Before the arrival of European settlers and long before any township boundary was drawn, the lands that became Elmwood Township were home to the Anishinaabe peoples β including the Odawa (Ottawa) and Ojibwe (Chippewa) nations of the Three Fires Confederacy. These nations stewarded the Leelanau Peninsula for thousands of years, cultivating rich cultures, far-reaching trade networks, and a deep spiritual relationship with the land and the Great Lakes waters around them.
The Odawa β whose name derives from the Anishinaabe word meaning "to trade" β were renowned as the keepers of trade within the Confederacy, maintaining routes that extended from the Atlantic Ocean to the Rocky Mountains, from Canada to the Gulf of Mexico. The Ojibwe served as keepers of ceremony and song. Together, their nations filled these forests and shorelines with generations of life, language, and tradition.
The Grand Traverse Bay itself β which forms the eastern border of Elmwood Township β was a central waterway for Anishinaabe peoples. They fished its waters, paddled its shores in birchbark canoes, harvested wild rice, tapped maple trees in spring, and gathered at seasonal camps along the West Arm. Their presence is woven into every shoreline, every forest path, and every place name in this region.
In 1836 and again in 1855, the United States government negotiated treaties with the Anishinaabe nations, resulting in the cession of vast ancestral territories, including most of what is now Leelanau County. Though much of this land was subsequently taken in violation of treaty terms, the Grand Traverse Band of Ottawa and Chippewa Indians β headquartered today in Peshawbestown, just north of Suttons Bay β persevered, and achieved federal recognition in 1980. Today the Band is a vibrant community with over 4,000 members, stewarding cultural heritage, environmental resources, and the living traditions of the Anishinaabek.

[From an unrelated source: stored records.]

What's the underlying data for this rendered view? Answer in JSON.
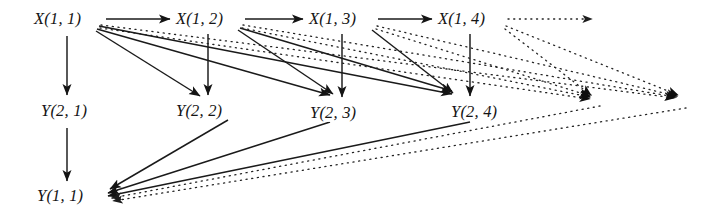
{
  "figure": {
    "kind": "directed-graph-diagram",
    "background_color": "#ffffff",
    "ink_color": "#141414",
    "solid_edge_color": "#1a1a1a",
    "dotted_edge_color": "#2b2b2b"
  },
  "nodes": [
    {
      "id": "x11",
      "label": "X(1, 1)",
      "var": "X",
      "i": "1",
      "j": "1",
      "x": 33,
      "y": 10,
      "row": "top"
    },
    {
      "id": "x12",
      "label": "X(1, 2)",
      "var": "X",
      "i": "1",
      "j": "2",
      "x": 175,
      "y": 10,
      "row": "top"
    },
    {
      "id": "x13",
      "label": "X(1, 3)",
      "var": "X",
      "i": "1",
      "j": "3",
      "x": 308,
      "y": 10,
      "row": "top"
    },
    {
      "id": "x14",
      "label": "X(1, 4)",
      "var": "X",
      "i": "1",
      "j": "4",
      "x": 437,
      "y": 10,
      "row": "top"
    },
    {
      "id": "y21",
      "label": "Y(2, 1)",
      "var": "Y",
      "i": "2",
      "j": "1",
      "x": 40,
      "y": 102,
      "row": "middle"
    },
    {
      "id": "y22",
      "label": "Y(2, 2)",
      "var": "Y",
      "i": "2",
      "j": "2",
      "x": 175,
      "y": 102,
      "row": "middle"
    },
    {
      "id": "y23",
      "label": "Y(2, 3)",
      "var": "Y",
      "i": "2",
      "j": "3",
      "x": 309,
      "y": 104,
      "row": "middle"
    },
    {
      "id": "y24",
      "label": "Y(2, 4)",
      "var": "Y",
      "i": "2",
      "j": "4",
      "x": 450,
      "y": 103,
      "row": "middle"
    },
    {
      "id": "y11",
      "label": "Y(1, 1)",
      "var": "Y",
      "i": "1",
      "j": "1",
      "x": 36,
      "y": 187,
      "row": "bottom"
    }
  ],
  "edges_solid": [
    {
      "name": "x11-to-x12",
      "from": "x11",
      "to": "x12",
      "style": "solid",
      "kind": "horizontal"
    },
    {
      "name": "x12-to-x13",
      "from": "x12",
      "to": "x13",
      "style": "solid",
      "kind": "horizontal"
    },
    {
      "name": "x13-to-x14",
      "from": "x13",
      "to": "x14",
      "style": "solid",
      "kind": "horizontal"
    },
    {
      "name": "x11-to-y21",
      "from": "x11",
      "to": "y21",
      "style": "solid",
      "kind": "vertical"
    },
    {
      "name": "x12-to-y22",
      "from": "x12",
      "to": "y22",
      "style": "solid",
      "kind": "vertical"
    },
    {
      "name": "x13-to-y23",
      "from": "x13",
      "to": "y23",
      "style": "solid",
      "kind": "vertical"
    },
    {
      "name": "x14-to-y24",
      "from": "x14",
      "to": "y24",
      "style": "solid",
      "kind": "vertical"
    },
    {
      "name": "y21-to-y11",
      "from": "y21",
      "to": "y11",
      "style": "solid",
      "kind": "vertical"
    },
    {
      "name": "x11-to-y22",
      "from": "x11",
      "to": "y22",
      "style": "solid",
      "kind": "diagonal"
    },
    {
      "name": "x11-to-y23",
      "from": "x11",
      "to": "y23",
      "style": "solid",
      "kind": "diagonal"
    },
    {
      "name": "x11-to-y24",
      "from": "x11",
      "to": "y24",
      "style": "solid",
      "kind": "diagonal"
    },
    {
      "name": "x12-to-y23",
      "from": "x12",
      "to": "y23",
      "style": "solid",
      "kind": "diagonal"
    },
    {
      "name": "x12-to-y24",
      "from": "x12",
      "to": "y24",
      "style": "solid",
      "kind": "diagonal"
    },
    {
      "name": "x13-to-y24",
      "from": "x13",
      "to": "y24",
      "style": "solid",
      "kind": "diagonal"
    },
    {
      "name": "y22-to-y11",
      "from": "y22",
      "to": "y11",
      "style": "solid",
      "kind": "diagonal"
    },
    {
      "name": "y23-to-y11",
      "from": "y23",
      "to": "y11",
      "style": "solid",
      "kind": "diagonal"
    },
    {
      "name": "y24-to-y11",
      "from": "y24",
      "to": "y11",
      "style": "solid",
      "kind": "diagonal"
    }
  ],
  "edges_dotted": [
    {
      "name": "x14-to-next",
      "from": "x14",
      "to": "offscreen-top",
      "style": "dotted",
      "kind": "horizontal"
    },
    {
      "name": "x11-to-offscreen-a",
      "from": "x11",
      "to": "offscreen-mid-1",
      "style": "dotted",
      "kind": "diagonal"
    },
    {
      "name": "x11-to-offscreen-b",
      "from": "x11",
      "to": "offscreen-mid-2",
      "style": "dotted",
      "kind": "diagonal"
    },
    {
      "name": "x12-to-offscreen-a",
      "from": "x12",
      "to": "offscreen-mid-1",
      "style": "dotted",
      "kind": "diagonal"
    },
    {
      "name": "x12-to-offscreen-b",
      "from": "x12",
      "to": "offscreen-mid-2",
      "style": "dotted",
      "kind": "diagonal"
    },
    {
      "name": "x13-to-offscreen-a",
      "from": "x13",
      "to": "offscreen-mid-1",
      "style": "dotted",
      "kind": "diagonal"
    },
    {
      "name": "x13-to-offscreen-b",
      "from": "x13",
      "to": "offscreen-mid-2",
      "style": "dotted",
      "kind": "diagonal"
    },
    {
      "name": "x14-to-offscreen-a",
      "from": "x14",
      "to": "offscreen-mid-1",
      "style": "dotted",
      "kind": "diagonal"
    },
    {
      "name": "x14-to-offscreen-b",
      "from": "x14",
      "to": "offscreen-mid-2",
      "style": "dotted",
      "kind": "diagonal"
    },
    {
      "name": "offscreen-mid-1-to-y11",
      "from": "offscreen-mid-1",
      "to": "y11",
      "style": "dotted",
      "kind": "diagonal"
    },
    {
      "name": "offscreen-mid-2-to-y11",
      "from": "offscreen-mid-2",
      "to": "y11",
      "style": "dotted",
      "kind": "diagonal"
    }
  ],
  "continuation_markers": [
    {
      "name": "top-row-continuation-arrowhead",
      "x": 596,
      "y": 18
    },
    {
      "name": "middle-row-continuation-arrowhead-1",
      "x": 596,
      "y": 100
    },
    {
      "name": "middle-row-continuation-arrowhead-2",
      "x": 681,
      "y": 100
    }
  ]
}
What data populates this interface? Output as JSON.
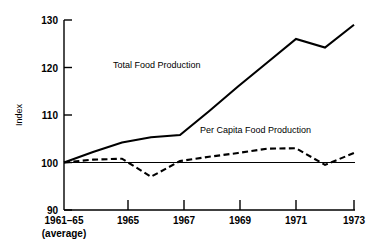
{
  "chart_data": {
    "type": "line",
    "title": "",
    "xlabel": "",
    "ylabel": "Index",
    "ylim": [
      90,
      130
    ],
    "yticks": [
      90,
      100,
      110,
      120,
      130
    ],
    "ytick_labels": [
      "90",
      "100",
      "110",
      "120",
      "130"
    ],
    "xlim": [
      1963,
      1973
    ],
    "xticks": [
      1963,
      1965,
      1967,
      1969,
      1971,
      1973
    ],
    "xtick_labels": [
      "1961–65\n(average)",
      "1965",
      "1967",
      "1969",
      "1971",
      "1973"
    ],
    "xtick_label_base_line1": "1961–65",
    "xtick_label_base_line2": "(average)",
    "grid": false,
    "legend_position": "inline-annotations",
    "reference_line": {
      "value": 100,
      "style": "thin-solid"
    },
    "series": [
      {
        "name": "Total Food Production",
        "style": "solid",
        "label_position": "inline",
        "x": [
          1963,
          1964,
          1965,
          1966,
          1967,
          1968,
          1969,
          1970,
          1971,
          1972,
          1973
        ],
        "values": [
          100,
          102.2,
          104.2,
          105.3,
          105.8,
          110.8,
          116.0,
          121.0,
          126.0,
          124.2,
          129.0
        ]
      },
      {
        "name": "Per Capita Food Production",
        "style": "dashed",
        "label_position": "inline",
        "x": [
          1963,
          1964,
          1965,
          1966,
          1967,
          1968,
          1969,
          1970,
          1971,
          1972,
          1973
        ],
        "values": [
          100,
          100.6,
          100.8,
          97.0,
          100.3,
          101.2,
          102.0,
          102.9,
          103.0,
          99.5,
          102.0
        ]
      }
    ]
  },
  "labels": {
    "y_axis_title": "Index",
    "series_total": "Total Food Production",
    "series_per_capita": "Per Capita Food Production",
    "y_130": "130",
    "y_120": "120",
    "y_110": "110",
    "y_100": "100",
    "y_90": "90",
    "x_base_line1": "1961–65",
    "x_base_line2": "(average)",
    "x_1965": "1965",
    "x_1967": "1967",
    "x_1969": "1969",
    "x_1971": "1971",
    "x_1973": "1973"
  },
  "colors": {
    "ink": "#000000",
    "background": "#ffffff"
  }
}
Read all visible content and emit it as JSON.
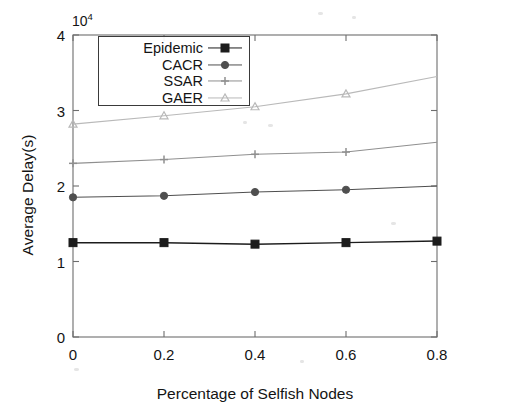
{
  "chart_data": {
    "type": "line",
    "title": "",
    "xlabel": "Percentage of Selfish Nodes",
    "ylabel": "Average Delay(s)",
    "y_multiplier": "10",
    "y_multiplier_exp": "4",
    "x": [
      0,
      0.2,
      0.4,
      0.6,
      0.8
    ],
    "xlim": [
      0,
      0.8
    ],
    "ylim": [
      0,
      4
    ],
    "xticks": [
      "0",
      "0.2",
      "0.4",
      "0.6",
      "0.8"
    ],
    "xtick_values": [
      0,
      0.2,
      0.4,
      0.6,
      0.8
    ],
    "yticks": [
      "0",
      "1",
      "2",
      "3",
      "4"
    ],
    "ytick_values": [
      0,
      1,
      2,
      3,
      4
    ],
    "grid": false,
    "legend_position": "upper left",
    "series": [
      {
        "name": "Epidemic",
        "marker": "square",
        "color": "#1c1c1c",
        "values": [
          1.25,
          1.25,
          1.23,
          1.25,
          1.27
        ]
      },
      {
        "name": "CACR",
        "marker": "circle",
        "color": "#4f4f4f",
        "values": [
          1.85,
          1.87,
          1.92,
          1.95,
          2.0
        ]
      },
      {
        "name": "SSAR",
        "marker": "cross",
        "color": "#8f8f8f",
        "values": [
          2.3,
          2.35,
          2.42,
          2.45,
          2.58
        ]
      },
      {
        "name": "GAER",
        "marker": "triangle",
        "color": "#b9b9b9",
        "values": [
          2.82,
          2.93,
          3.05,
          3.22,
          3.45
        ]
      }
    ]
  },
  "axes": {
    "frame_color": "#6d6d6d"
  }
}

As Elmwood Township celebrates 250 years of American nationhood, we honor and acknowledge the Odawa, Ojibwe, and all Anishinaabe peoples as the original stewards of this beautiful peninsula. Their history did not end with European settlement β it continues.
Elmwood Township's story is a classic Northern Michigan tale β of immigrant families carving homesteads from old-growth forest, of commerce built on lumber and brick, of a community that grew, adapted, and endured through every era of American life.
Godfrey Greilick (also recorded as Grelick in some documents) emigrated from Bohemia β likely fleeing the turbulent European revolutions of 1848 β and settled in southeast Leelanau County in the mid-1850s. A trained architect and contractor, he brought Old World skill and New World ambition to the frontier shores of Grand Traverse Bay. His water-powered sawmill became the economic engine of the community, and by 1883 was producing millions of board feet of hardwood annually. The Greilick name became so embedded in the community that the settlement took the family's name β Greilickville β when the railroad arrived in 1892.
The Lautner family were among the early agricultural settlers of Elmwood Township, establishing homesteads and farms that contributed to the township's development as a productive agricultural community through the late 19th and early 20th centuries. Their descendants joined neighbors like the DeYoungs, the Norrises, and other founding families in shaping the civic and cultural fabric of the township.
πΈ For historical photographs of early families and township life, the Leelanau Historical Society & Museum in Leland maintains an extensive archive. Contact them at leelanauhistory.org or visit 203 E. Cedar St., Leland, MI.